Bio:
Ali Hval (she/her) (b. 1993, Sacramento, CA) is a visual artist currently living and working in Iowa City, Iowa. She is currently a Lecturer in Painting and Drawing at the University of Iowa. She earned her MFA from the University of Iowa in Painting and Drawing with honors, and her work sits at the crux of ceramics, installation, fabric, and painting. Also an avid muralist, Ali has completed over 40 public murals and projects in various communities across the US.
Ali has received grants from the Iowa Arts Council as well as from the nationally competitive Windgate Fellowship by the Center of Craft, Creativity, and Design in Asheville, North Carolina. She was the 2022 Stuart Artist-in-Residence at South Dakota State University, and was a 2020 resident at the Chautauqua School of Art. Ali was named the Emerging Woman Artist by Arts to Hearts Project in 2023. She has exhibited her work across the country, including at Ceysson y Bénétière in New York City, Site: Brooklyn and Atlantic Gallery in New York, and South Bay Contemporary in Los Angeles. She has had mentions in New York Jewelry Week, Create! Magazine, and The New Yorker.
Artist Statement:
Growing up in the southern US, I quickly learned there was a certain expectation of how to “properly” be a woman: now, I challenge what that looks like, using performed femininity as a tool to reveal not only gender disparities, but also to illuminate the relentless critique and politicization of the female body. Instead of hiding or denying femme aesthetics and female sexuality, my pieces embrace, highlight, and empower them, while acknowledging all the awkwardness, humor, and theatricality they entail.
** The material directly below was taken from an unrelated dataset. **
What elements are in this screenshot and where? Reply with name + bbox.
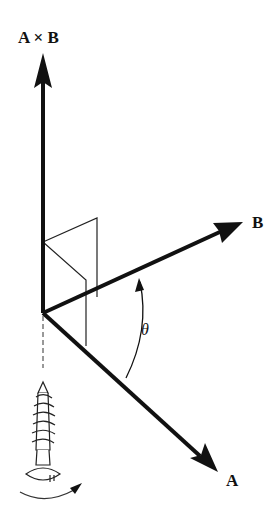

My work is a balancing act between sensual forms and playful materials. By augmenting erotic, sensual armatures with glistening rhinestones, feathery pom-poms, and candy-colored fabrics, I assign new meanings and connotations to the forms. Using primarily ceramics and fabric, I create sculptures that evoke pieces of oversized jewelry, shoes, and other fashion and domestic items. I begin a piece by sculpting a high-fired ceramic component, painting it, and carefully studding the surface one by one with tiny rhinestones. From here, I will add textile elements as well as beauty supplies materials like hair scrunchies and nail polish.
The resulting pieces are flirtatious, attention-seeking, and deceptively superficial. Toying with their own actualities and potential, they can speak—glittery and powerful—to politics in their own voice: excessive, unabashedly hyper-feminine, and most importantly, pink.